Conference keynote speaker emphasizes
Alli Voorhees
Issue date: 4/13/09 Section: News
Friday, April 10 marked the last day of the much-anticipated fifth annual Celebration of Scholarship. Students who had prepared for months finished presentations, raffle tickets had been handed out, and the final key-note speaker, Lynn M. Harter, Ph D prepared to speak.
br>Students and staff alike entered the Flohr Lecture Hall at 11 a.m. to hear the professor from Ohio University speak on 'Aesthetic Sensibilities: Storytelling Resources for Renewing and Reconstructing Community Life.'
Dr. Harter opened her talk with a small bit of biographical background, claiming that she is from a farming community in Nebraska.
"Who I am as a person in intricately woven with who I am as a scholar," Harter said.
With a primary focus in health communication, Harter became interested in Passion Works when she moved to the Athens, OH area approximately eight years ago. Passion Works is an organization supporting teamwork among artists with and without developmental disabilities that exists to "inspire and liberate human spirit through the arts."
Passion Works was founded in 1996 and is located in a government-sponsored sheltered workshop.
The organization has been featured on PBS and in USA Today.
Passion Works first caught Harter's eye when she was dining in a local Athens restaurant and noticed some of the artwork.
Harter began volunteering with the artists as a means to figure out "what…we can do to allow people to live well in the midst of disability," she said.
The studio was created to be conducive to the production of artwork designed by the artists.

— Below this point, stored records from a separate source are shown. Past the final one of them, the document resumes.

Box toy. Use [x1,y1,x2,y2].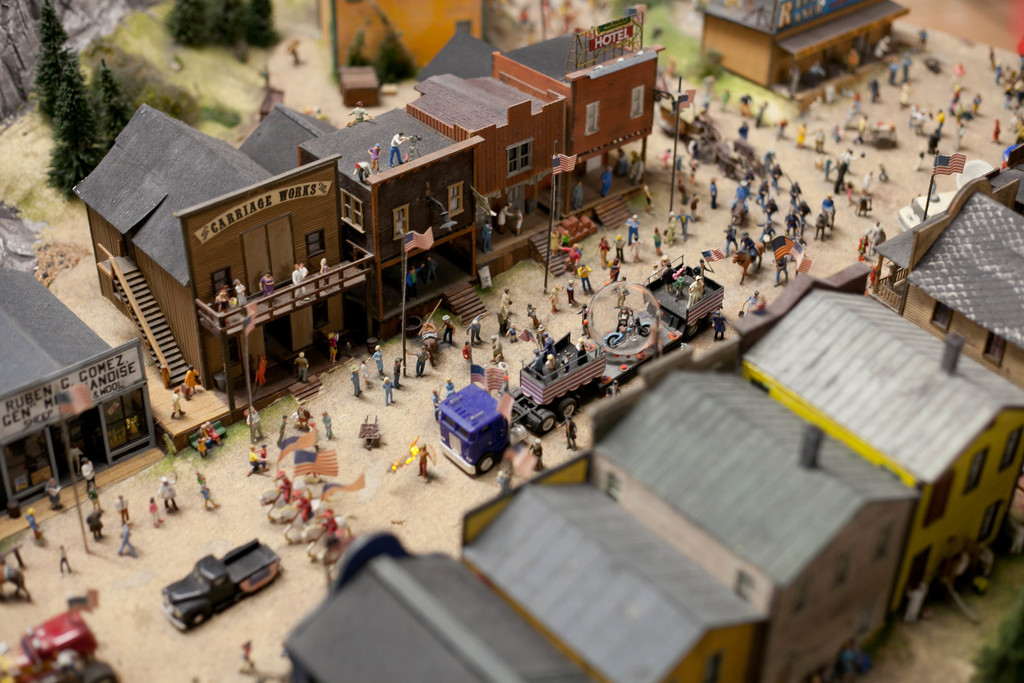
[499,205,513,229].
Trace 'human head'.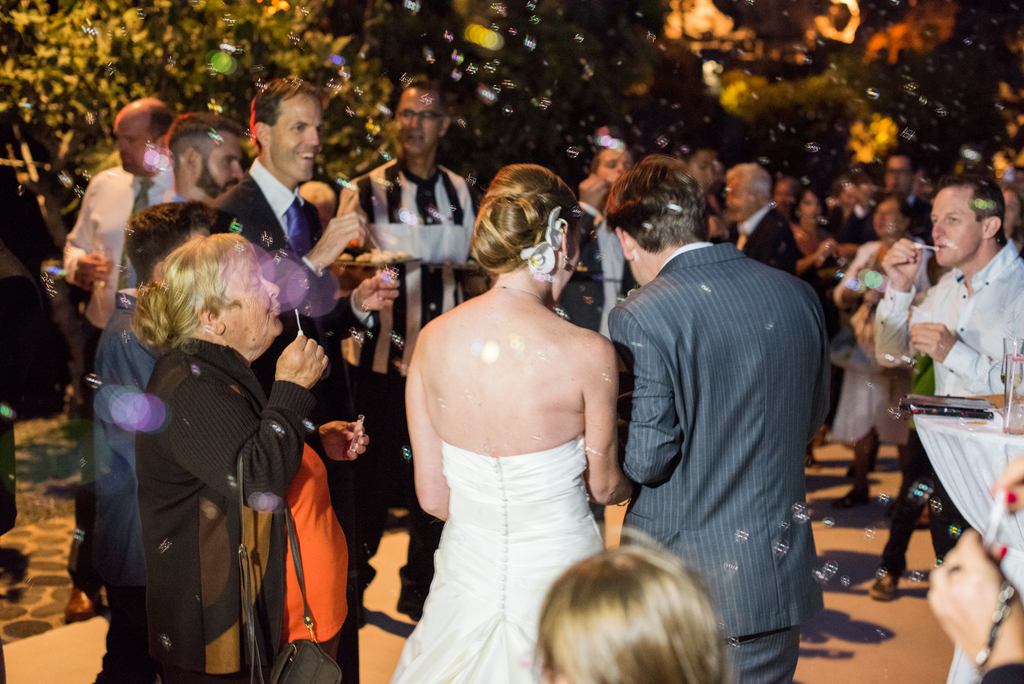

Though the artists are considered disabled, they are all capable of producing artwork for the community. For example, a specifically designed armband holds a paintbrush to help one artist paint, since he lacks feeling in his arm.
Because of gadgets like these, the artists are encouraged to be creative and free with their art. The Passion Works studio will be moving to a new location in Athens on East State Street Thursday April 23. There the artists will have a newer studio, and people will be able to purchase Passion Works artwork.
br>Students and staff alike entered the Flohr Lecture Hall at 11 a.m. to hear the professor from Ohio University speak on 'Aesthetic Sensibilities: Storytelling Resources for Renewing and Reconstructing Community Life.'
Dr. Harter opened her talk with a small bit of biographical background, claiming that she is from a farming community in Nebraska.
"Who I am as a person in intricately woven with who I am as a scholar," Harter said.
With a primary focus in health communication, Harter became interested in Passion Works when she moved to the Athens, OH area approximately eight years ago. Passion Works is an organization supporting teamwork among artists with and without developmental disabilities that exists to "inspire and liberate human spirit through the arts."
Passion Works was founded in 1996 and is located in a government-sponsored sheltered workshop.
The organization has been featured on PBS and in USA Today.
Passion Works first caught Harter's eye when she was dining in a local Athens restaurant and noticed some of the artwork.
Harter began volunteering with the artists as a means to figure out "what…we can do to allow people to live well in the midst of disability," she said.
The studio was created to be conducive to the production of artwork designed by the artists. Though the artists are considered disabled, they are all capable of producing artwork for the community. For example, a specifically designed armband holds a paintbrush to help one artist paint, since he lacks feeling in his arm.
Because of gadgets like these, the artists are encouraged to be creative and free with their art. The Passion Works studio will be moving to a new location in Athens on East State Street Thursday April 23. There the artists will have a newer studio, and people will be able to purchase Passion Works artwork.